Thought for the day, 10.15.2009

You don’t have to photograph everything.

It’s nice to, but sometimes it’s okay to simply enjoy the moment.

=M=

15

10 2009

In Seattle: Kicking the tires of ProCamera for iPhone today

Today, I’m in Seattle taking ProCamera by Daemgen.net for a test. My default camera app has been Camera Genius, despite its lack of a quality zoom. My default digital zoom lens app is the excellent Zoom Lens by BitWink and to me is the standard that must be met with any digital zoom lens app.

What I like about Camera Genius is its excellent anti-shake feature and its rule of thirds gridlines. Features I find compelling in ProCamera are an anti-shake feature and its onscreen tiltometer. ProCamera has gridlines, but they don’t use the rule of thirds. This isn’t really a problem for me as I mostly use gridlines to straighten, not compose, my shot. In this case, ProCamera offers two features to help me do so.

One thing I noticed in testing last night was that ProCamera’s anti-shake feature isn’t as sensitive as Camera Genius’, even at the highest sensitivity setting. This means your shutter snaps quicker. I’ll run some side-by-side comparisons today to see how this effects image sharpness, if at all.

=M=

03

10 2009

To Seattle

October 2, 2009

Stacy and I are returning to Seattle for the second time this year. The first time back in February wasn’t a photo trip, even with an SLR. It was a 24 hour mileage run.

This visit is for three days, with as much touristing as we can fit in. Oh, and baseball’s closing day. TEX @ SEA, first pitch 1:05.

Seattle is a great city. The weather promises to be pretty nice if it holds. No SLR. The iPhone is loaded and ready to shoot. I can’t wait to see what Seattle has in store…!

=M=
Marty Yawnick
Creative Director
typeadesign.com

– Post From My iPhone

02

10 2009

Welcome and my thoughts on LoFi

Welcome to my gallery and to how I see and capture the world.

I love LoFi photography. I have a nice Fuji digital SLR of my own and can use my girlfriend’s Canon Rebel XL any time I need to. I prefer to shoot LoFi.
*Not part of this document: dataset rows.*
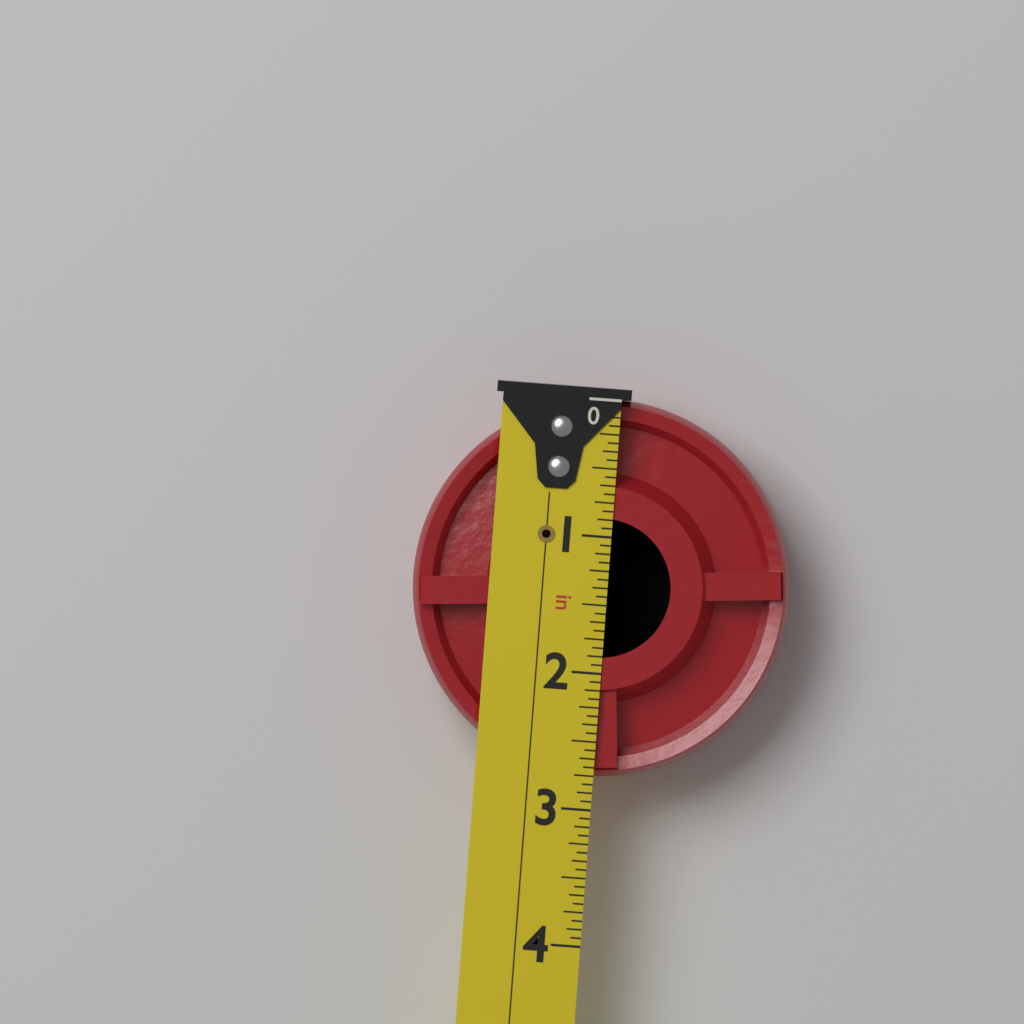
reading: 2.7500 in
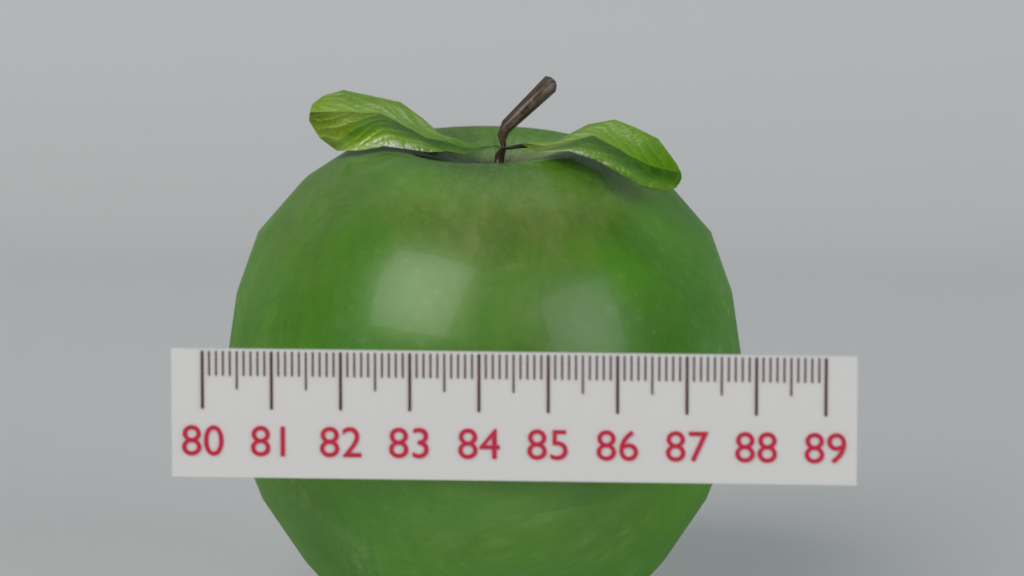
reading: 87.7 (no unit)
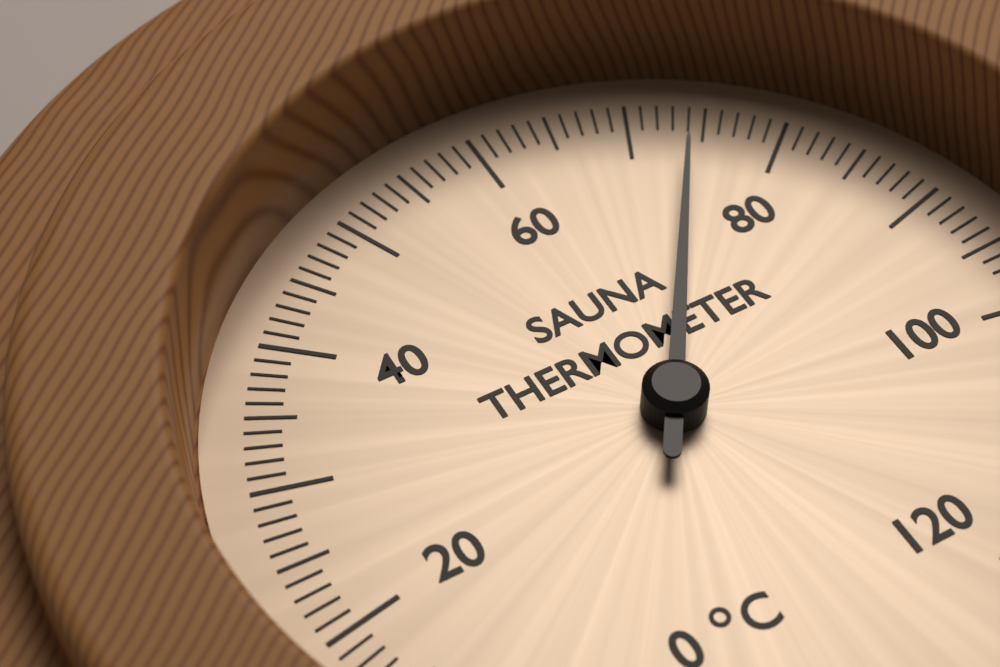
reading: 74 °C
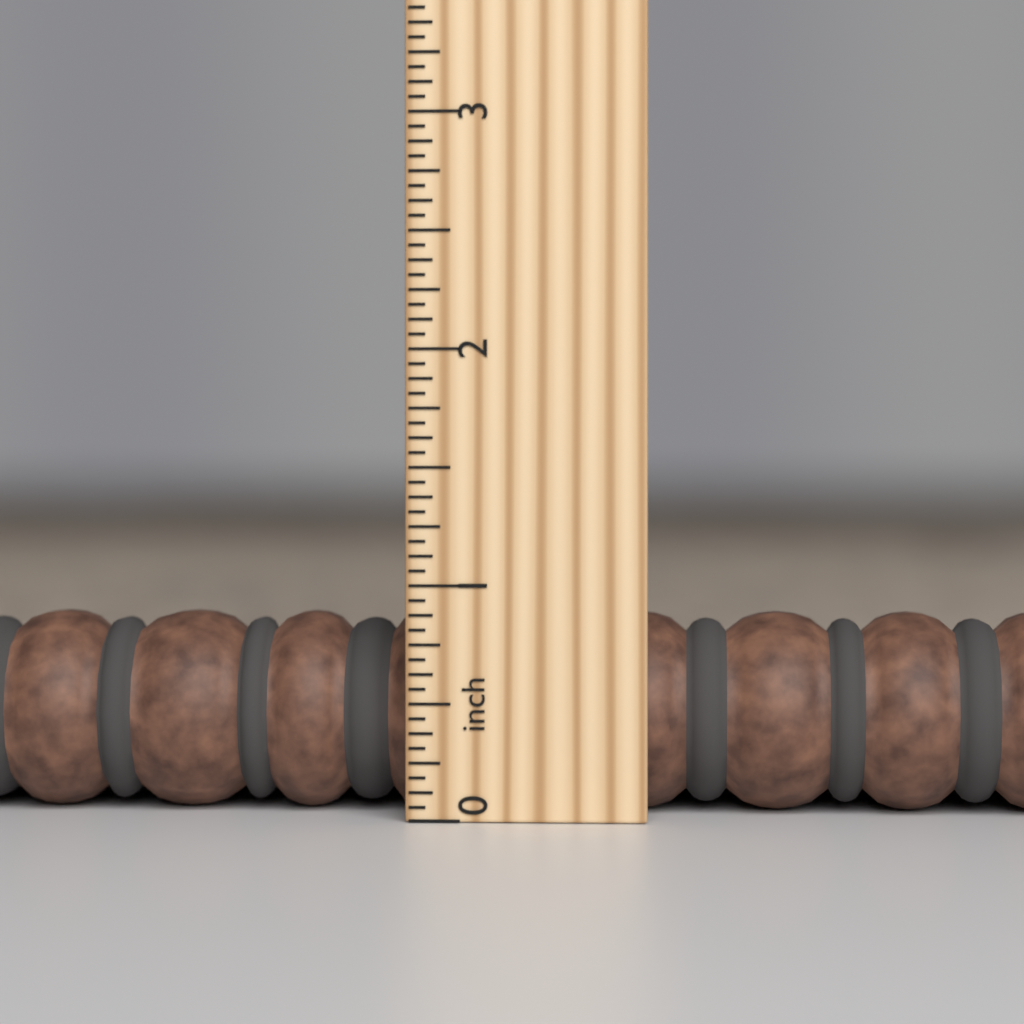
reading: 0.8750 inch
My iPhone is my favorite camera. For me, it provides enough image quality to capture the image, while introducing enough noise, texture, and digital “light leaks” to add presence to the image. I believe that this texture adds to the image much like film type and grain adds to an analog image.

I believe that these limitations make you compose the best possible image in camera, adding a set of criteria that are not present when shooting with a high end camera. There are great moments to capture and images everywhere. Basically, LoFi photography is making art out of snapshots.
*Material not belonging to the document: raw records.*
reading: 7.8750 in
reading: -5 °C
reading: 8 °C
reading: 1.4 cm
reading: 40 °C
I became fascinated with LoFi photography in 2005 and started using Motorola RAZR phone to capture “found images” I stumbled upon. The built-in camera was a very bad, very noisy VGA resolution camera that I thought produced a roughness and a texture that couldn’t be duplicated in any other camera or in Photoshop. I began to compose images for my camera phone, incorporating the limitations of the camera into the images. The RAZR gave my images a very noisy, cold, industrial feel that I felt could be achieved no other way. Ideally, I wanted the images enlarged to poster-size with no interpolation, noise, pixelsa and all — 640 by 480 big squares per oversized print.
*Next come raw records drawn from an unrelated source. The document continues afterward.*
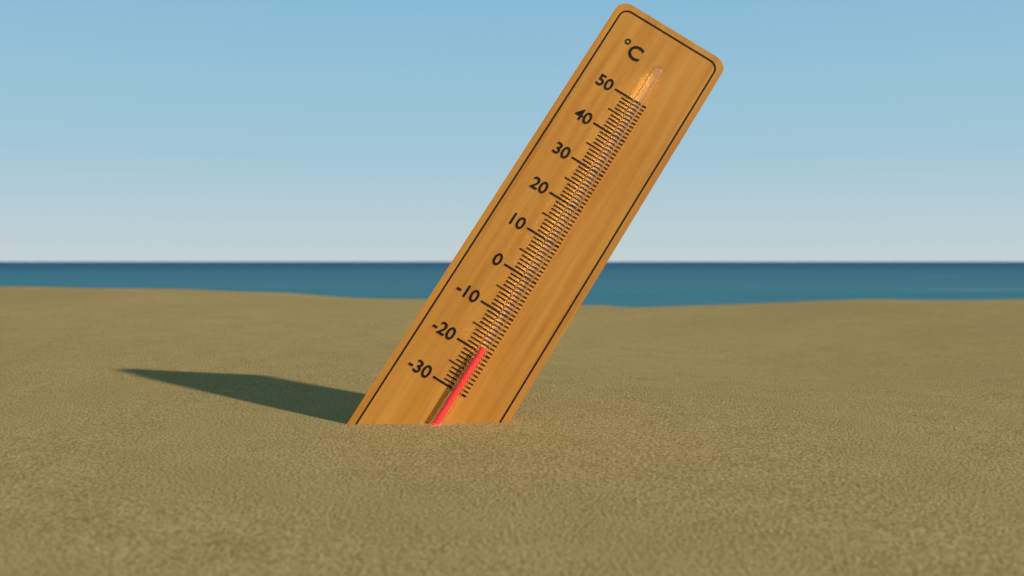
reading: -19 °C
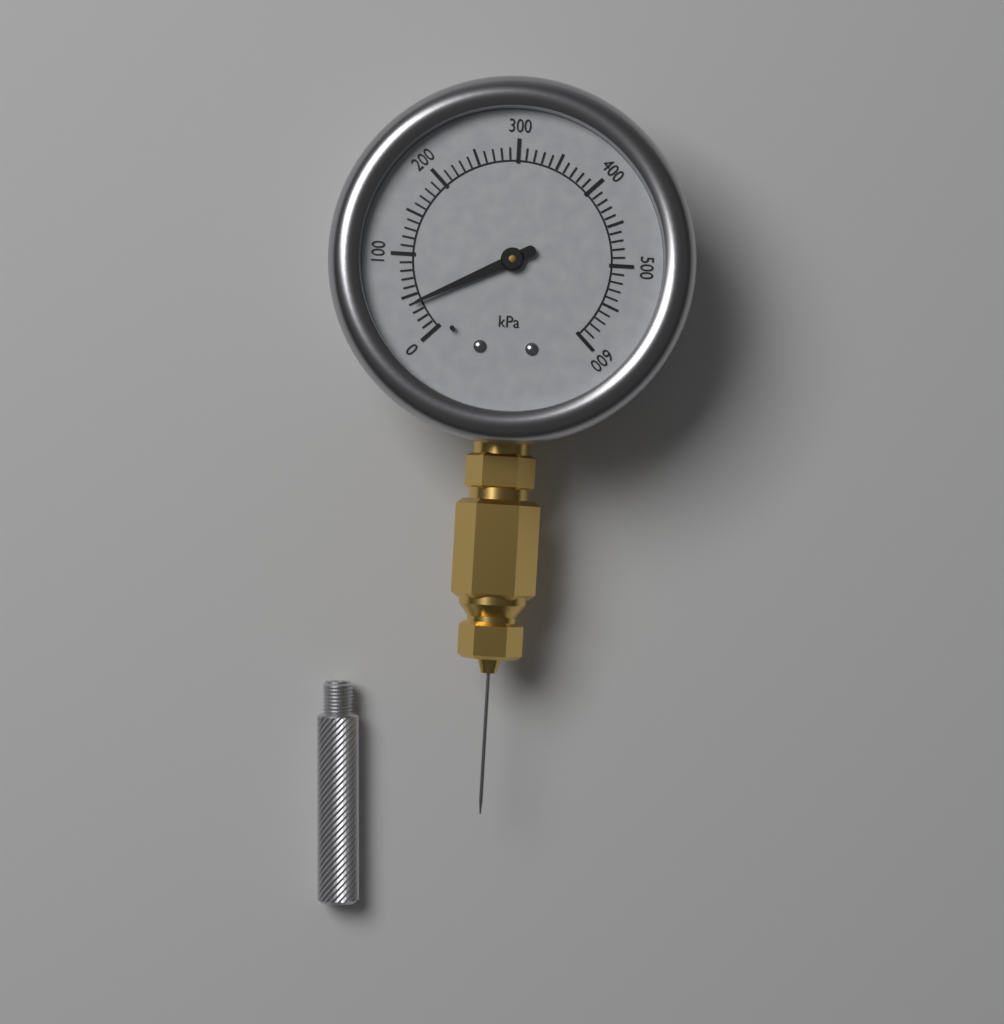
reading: 40 kPa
Years later, I have my iPhone 2G. The camera in the iPhone is not great, but produces better images with greater contrast and color than my first digital camera, an old Panasonic Lumix 2MP camera. For me, there’s still enough noise to make the images interesting, but the quality of the images is exponentially better and produces much more usable results. I’ve added an arsenal of iPhone camera apps to either help me shoot the scenes that I see or to help me post-process my images to get what I want. All of the images you see on my blog are untouched by Photoshop and are shot, cropped, filtered and processed solely on my iPhone.

I really love the look of high end digital photography and commercially I wouldn’t shoot anything but. But I miss the imperfections of LoFi photography. I believe, however, that those wonderful surprises that the limitations of your equipment produce are far outweighed by the opportunity to capture in photography all the found moments that we all experience everyday.

I hope you enjoy my images. Thank you for visiting.